News

Relentless going digital only, Blue Toad dev now multi-platform
Posted: 06.01.2011 12:56 by Simon Priest Comments: 1
Co-founder Andrew Eades of Relentless Software has declared they're leaving "disc-based" releases behind as they embrace digital platforms from now on.

They're no longer PS3 exclusive developers after their deal with Sony ran out last year. They're "experimenting with digital, episodic" game projects.

"Our real strategy going forward is to change the company from a disc-based, console games company only - which is what we were, we were only PlayStation 3, we were only console, we were only quiz, in fact," said Andrew Eades of Relentless.

The studio was behind the BUZZ! games for Sony on PS3. "We wanted to change the company to have much more breadth and embrace the new digital platforms we saw coming in," he continued. The Blue Toad Murder Files were episodic.

"We'd already started that, in a way, with Blue Toad Murder Files which we released in the back end of 2009. That was more than an experiment - how do we become a self-publishing developer? We were still Sony exclusive when we did that, which is why it was exclusive to PlayStation." It's still selling today with staggered sales.

"So we're experimenting with digital, episodic - the interesting thing we've found out with Blue Toad is that, almost a year after its first launch we're still selling it in different ways. We've had a sixty per cent uplift in sales through the advent calendar theme bundle pack. You can't do this on disc," continued Eades of the Brighton-based studio.
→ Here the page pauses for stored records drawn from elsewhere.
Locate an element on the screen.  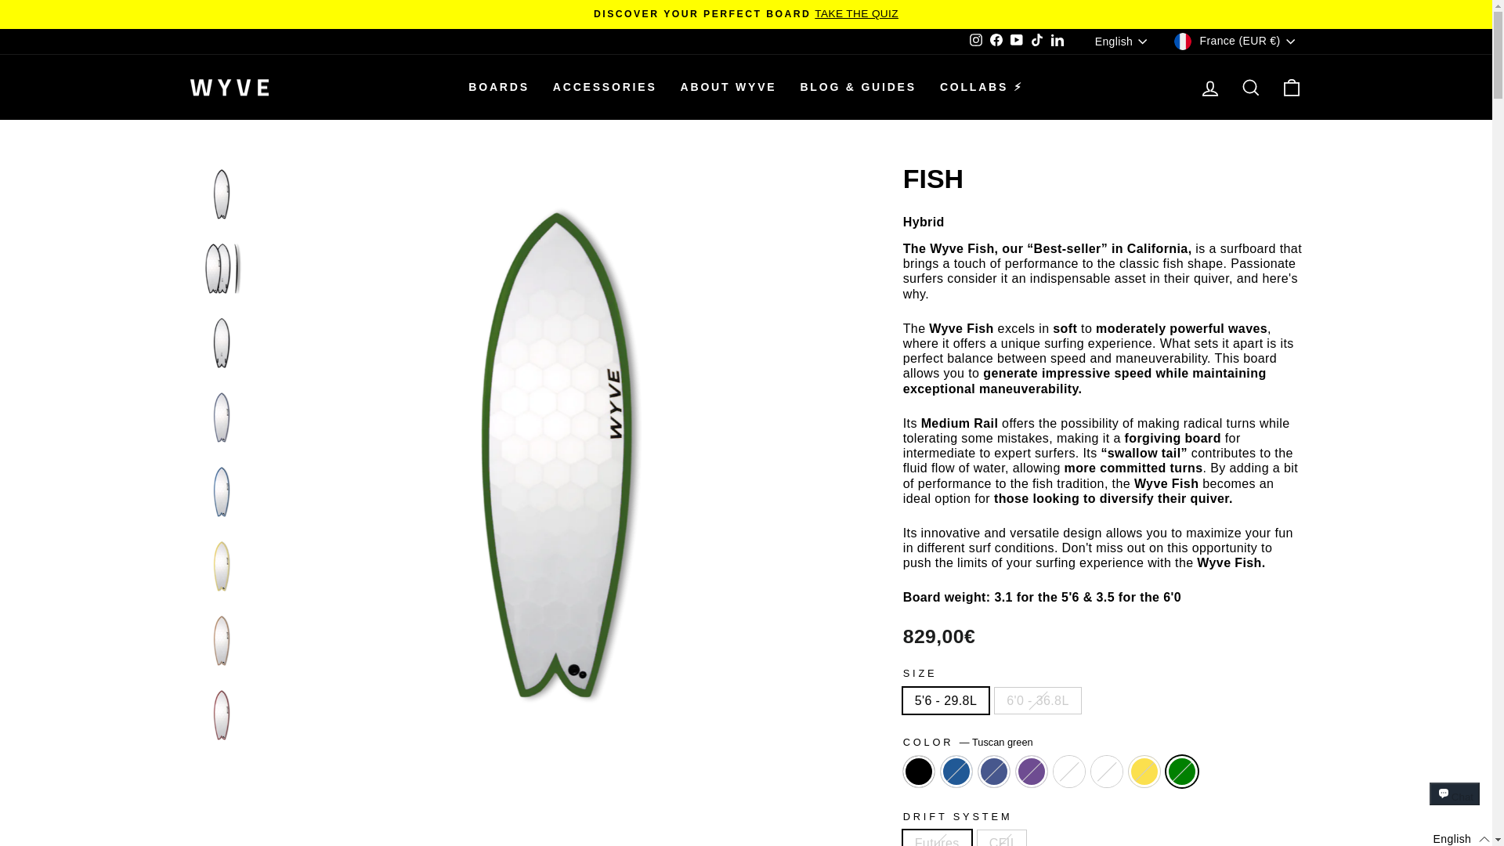
WYVE on Instagram is located at coordinates (976, 41).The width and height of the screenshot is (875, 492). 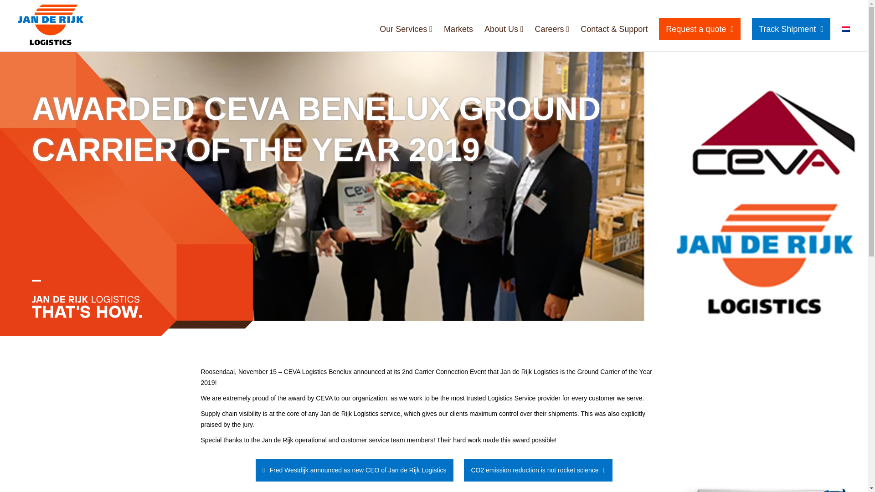 I want to click on Markets, so click(x=458, y=29).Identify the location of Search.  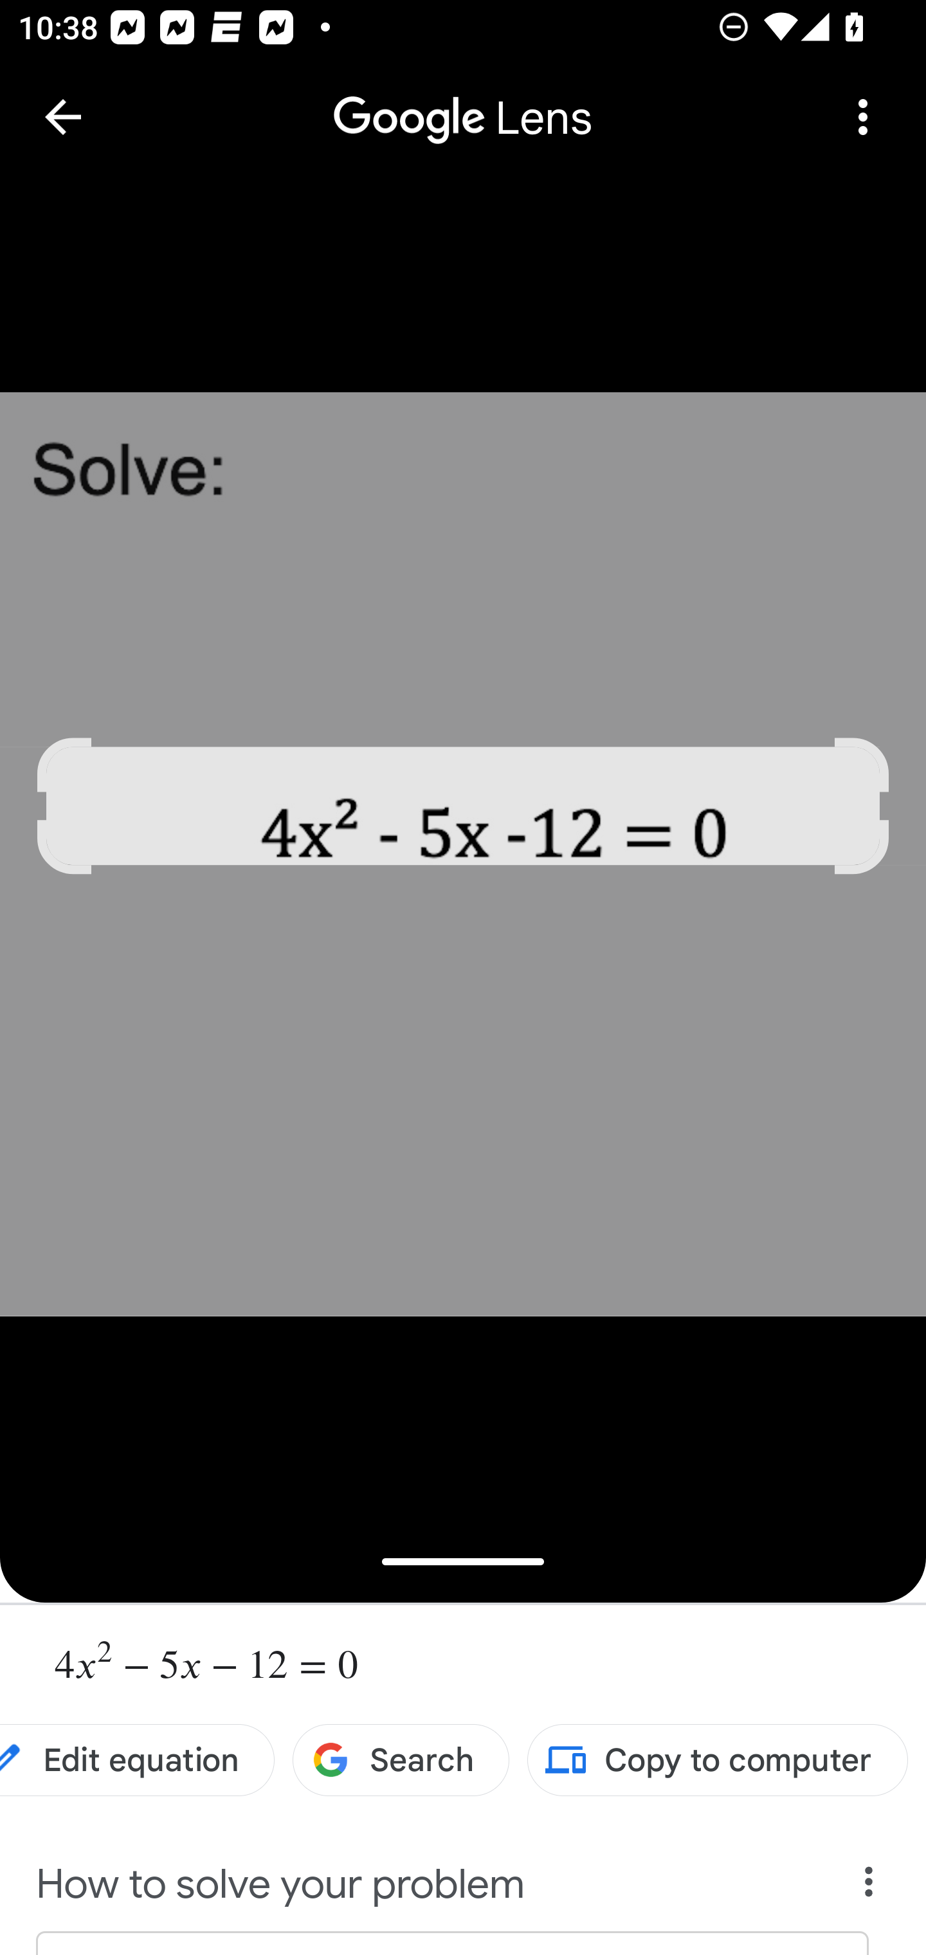
(402, 1760).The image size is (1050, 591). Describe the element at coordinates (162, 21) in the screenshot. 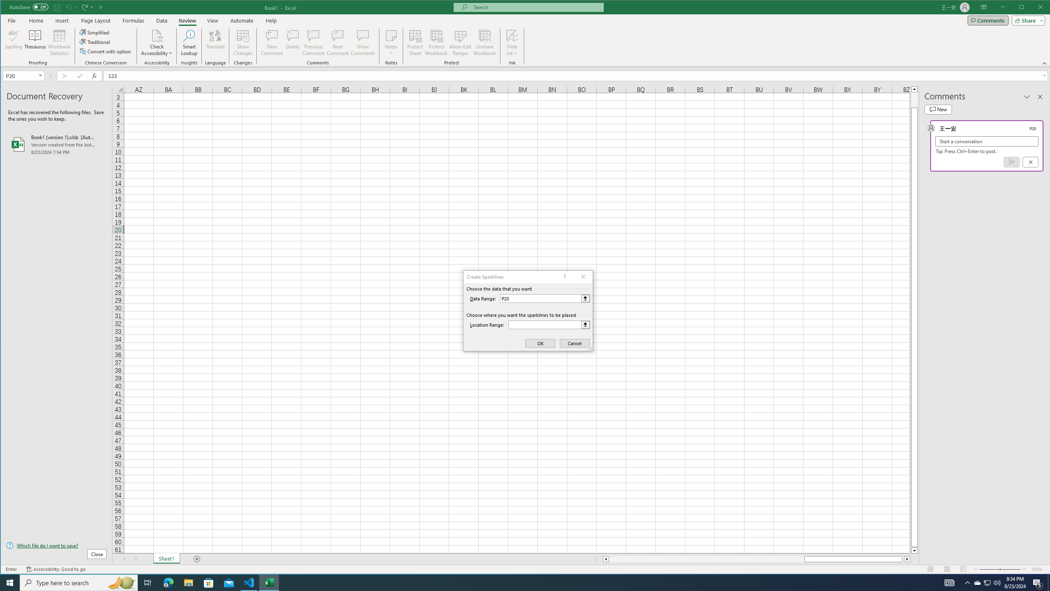

I see `Data` at that location.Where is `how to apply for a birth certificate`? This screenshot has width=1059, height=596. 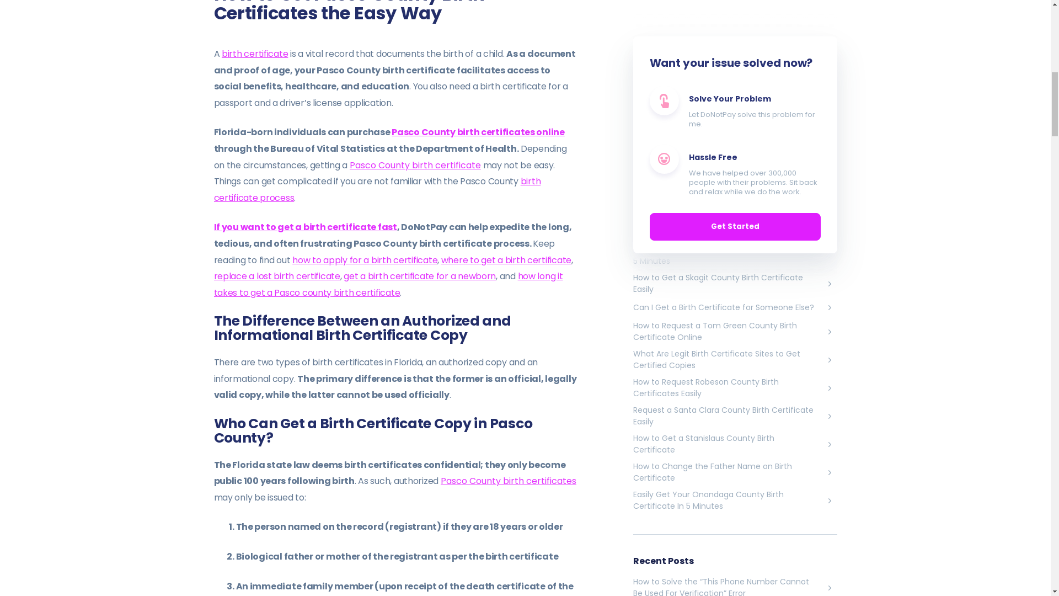 how to apply for a birth certificate is located at coordinates (364, 260).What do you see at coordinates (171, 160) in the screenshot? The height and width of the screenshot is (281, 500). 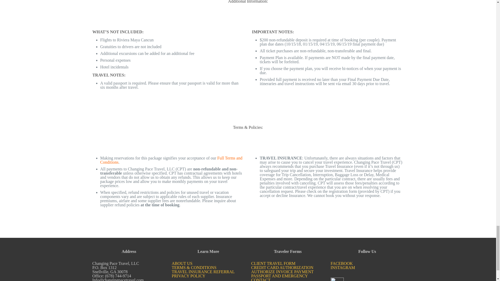 I see `Full Terms and Conditions` at bounding box center [171, 160].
"You can't have a big first weekend for a family product, you have to have a longer view. The bricks-and-mortar retail method doesn't really work for the sort of games we want to make." Another developer jumps the fence to digital-only but who could blame them?

Comments

By herodotus (SI Herodotus) on Jan 06, 2011
herodotus
I saw the boxed eversion of both "Torchlight" and "The Killing Floor" and wondered just how much mponey had been squandered on making and publishing them. The digital path is the best way to go for amller developers, and for most large as well. Particuarly as tere is very little in buying a boxed evrsion of a game today. Gone are the magnificent manuals, maps and keyboard overlays, and honselt once installed the discs go into storeage anyway.